Sunday, August 10, 2003

The 2003 Pan American Games

Would you believe that there is a sporting event that's getting even less attention from the American media than Major League Soccer? And the Americans are dominating it!
The Pan American Games, a quadrennial sports festival for nations of the Western Hemisphere, are held in the year before the Olympics. The 2003 Pan Ams (as I call them) are currently underway in Santo Domingo; they opened on August 1 and continue through August 17. The United States, as of this morning, led the medal count with 121 medals (50 gold, 34 silver, 37 bronze), twenty-five more than runner-up Cuba (46 gold, 24 silver, 26 bronze). The Americans have put together a solid track and field squad, accounting for a good deal of all those medals.

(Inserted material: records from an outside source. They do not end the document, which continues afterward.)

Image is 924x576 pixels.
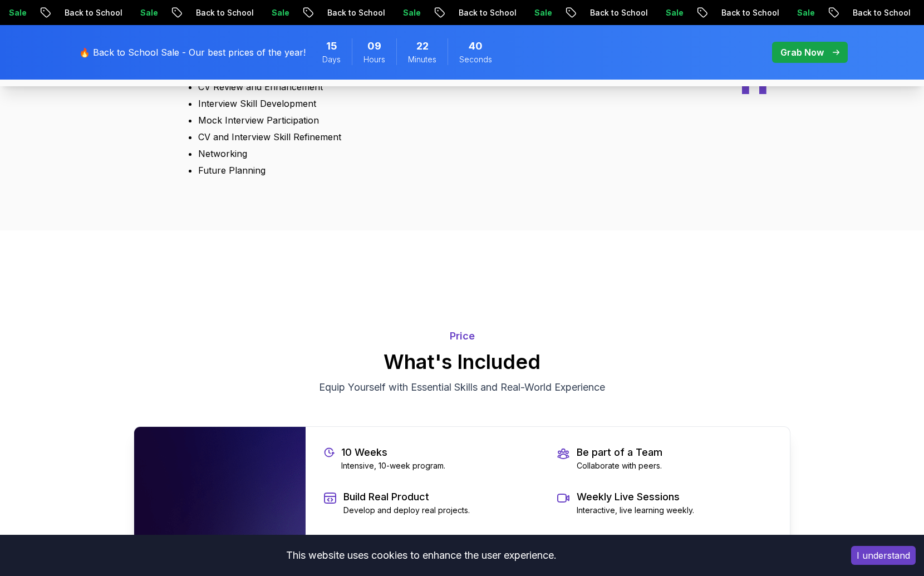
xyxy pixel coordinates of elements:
p: Back to School [708,8,784,19]
h2: What's Included [134,351,790,373]
p: Price [134,328,790,344]
p: 🔥 Back to School Sale - Our best prices of the year! [79,46,305,59]
li: CV and Interview Skill Refinement [198,130,405,144]
span: Hours [364,54,385,65]
p: Collaborate with peers. [577,460,662,472]
p: Back to School [183,8,258,19]
li: Future Planning [198,164,405,177]
p: 10 Weeks [342,445,446,460]
p: Back to School [52,8,127,19]
p: Sale [784,8,819,19]
p: Back to School [446,8,521,19]
p: Sale [521,8,556,19]
li: Mock Interview Participation [198,113,405,127]
p: Sale [127,8,162,19]
p: Sale [390,8,425,19]
p: Build Real Product [343,490,470,505]
p: Back to School [839,8,915,19]
span: 22 Minutes [416,38,429,54]
p: Back to School [314,8,390,19]
span: 15 Days [326,38,337,54]
span: Seconds [459,54,492,65]
li: CV Review and Enhancement [198,80,405,94]
p: Back to School [577,8,653,19]
p: Interactive, live learning weekly. [577,505,694,516]
p: Be part of a Team [577,445,662,460]
p: Mentorship [577,534,714,550]
p: Sale [258,8,294,19]
p: Equip Yourself with Essential Skills and Real-World Experience [275,380,649,395]
span: Minutes [408,54,436,65]
div: 11 [734,59,768,177]
div: This website uses cookies to enhance the user experience. [8,543,834,568]
p: Grab Now [780,46,823,59]
button: Accept cookies [851,546,916,565]
p: Sale [653,8,688,19]
li: Interview Skill Development [198,97,405,110]
span: 9 Hours [367,38,381,54]
li: Networking [198,147,405,161]
span: Days [322,54,341,65]
span: 40 Seconds [468,38,483,54]
p: Develop and deploy real projects. [343,505,470,516]
p: Support [343,534,501,550]
p: Intensive, 10-week program. [342,460,446,472]
p: Weekly Live Sessions [577,490,694,505]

Here's the hitch: you can't find them on television anywhere here! Not even on ESPN or ESPN2. Not even on the Spanish-language networks, Univision or Telemundo, which seems odd given the fact that most countries in the Americas are Spanish-speaking and you'd expect that many Hispanics would take an interest in the teams of their ancestral homelands. Even though Santo Domingo is only an hour ahead of New York, which makes the Pan Ams more schedule-friendly to American television broadcasters than the 2000 Sydney Olympics could ever have been for NBC, no one is broadcasting them at all. As far as I know, the Pan Ams might not even be on satellite television. Apparently, no one cares. (ESPN is airing poker - poker! - later this week, which seems to matter more than today's U.S. Pan Am champions - who could be our Olympic champions next year in Athens.)
Why not? I could offer the theory that Americans don't care about a regional olympiad unless it's being held here, but given the lack of interest in the Pan Ams the last time they were held here (Indianapolis, 1987), that can't be it. Maybe it's because Americans don't take enough interest in track or swimming outside of leap (read Olympic) years, but the Pan Ams also feature basketball, which never fails to attract an audience. All I can guess is that the Pan Ams, while a big event, are simply not the Olympics. The Olympics offer the best athletes from all over the world; the Pan Ams offer only athletes from half of it. The Olympics are like a big Broadway musical; the Pan Ams are more like just a curious offbeat production in Soho. Being a funky attraction off the beaten path may stir some trivial interest, but it doesn't bring in the big money.
Oh,well. At least I can still watch Major League Soccer. (Go MetroStars!)